Susan Alice Fischer

Faculty Fellow

Susan Alice Fischer is Professor of English at Medgar Evers College.  She received her first degree in Italy and her PhD from the University of London.  She is Co-Editor of the peer-reviewed journal Changing English: Studies in Culture and Education (Routledge) and the Book Reviews Editor for the online journal Literary London: Interdisciplinary Studies in the Representation of London.

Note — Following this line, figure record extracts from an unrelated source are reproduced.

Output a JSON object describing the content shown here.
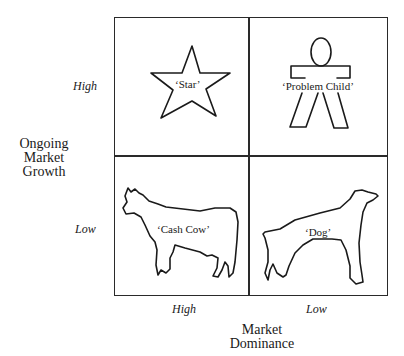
{
  "matrix": {
    "y_axis": {
      "title_lines": [
        "Ongoing",
        "Market",
        "Growth"
      ],
      "ticks": [
        "High",
        "Low"
      ]
    },
    "x_axis": {
      "title_lines": [
        "Market",
        "Dominance"
      ],
      "ticks": [
        "High",
        "Low"
      ]
    },
    "quadrants": [
      {
        "position": "top-left",
        "label": "‘Star’",
        "icon": "star-icon"
      },
      {
        "position": "top-right",
        "label": "‘Problem Child’",
        "icon": "child-figure-icon"
      },
      {
        "position": "bottom-left",
        "label": "‘Cash Cow’",
        "icon": "cow-icon"
      },
      {
        "position": "bottom-right",
        "label": "‘Dog’",
        "icon": "dog-icon"
      }
    ]
  }
}
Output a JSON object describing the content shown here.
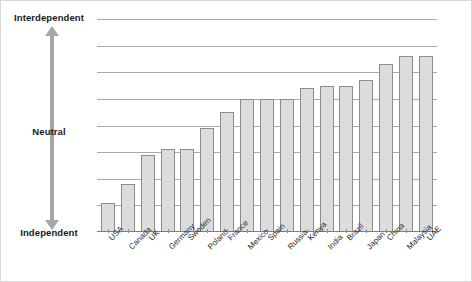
{
  "chart_data": {
    "type": "bar",
    "title": "",
    "subtitle": "",
    "xlabel": "",
    "ylabel": "",
    "grid": true,
    "legend": null,
    "axis_anchor_labels": {
      "top": "Interdependent",
      "middle": "Neutral",
      "bottom": "Independent"
    },
    "ylim": [
      0,
      8
    ],
    "ytick_count": 8,
    "ytick_values": [
      1,
      2,
      3,
      4,
      5,
      6,
      7,
      8
    ],
    "neutral_value": 5,
    "categories": [
      "USA",
      "Canada",
      "UK",
      "Germany",
      "Sweden",
      "Poland",
      "France",
      "Mexico",
      "Spain",
      "Russia",
      "Kenya",
      "India",
      "Brazil",
      "Japan",
      "China",
      "Malaysia",
      "UAE"
    ],
    "values": [
      1.1,
      1.8,
      2.9,
      3.1,
      3.1,
      3.9,
      4.5,
      5.0,
      5.0,
      5.0,
      5.4,
      5.5,
      5.5,
      5.7,
      6.3,
      6.6,
      6.6
    ],
    "bar_color": "#dcdcdc",
    "bar_edge_color": "#8c8c8c",
    "grid_color": "#a9a9a9",
    "arrow_color": "#a6a6a6",
    "text_color": "#1a1a1a"
  }
}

She writes about contemporary women’s London narratives and British national identity in contemporary literature and culture.  Recent essays and reviews appear in The Women’s Review of BooksCritical Engagements, Zadie Smith: Critical EssaysLiterature and Ethics:  From the Green Knight to the Dark Knight, the Blackwell Encyclopedia of Twentieth-Century Fictionand elsewhere, and in the upcoming Reassessing the Contemporary Canon: From Joseph Conrad to Zadie Smith.




Participating Years


2011–2012

How to Fight: Transformational Politics and Culture

In response to contemporary crises of economics and politics one often sees polemics caught between reform and revolution but this division may be false from the position of radical politics and thought. As many have shown, reform has a more radical potential, one that takes social forms seriously enough to push their limits, to create new relations, to pose, as it were, non-reformist reform. Are there philosophical, literary, and aesthetic expressions of possibility that give us some purchase on rethinking how we do what we do?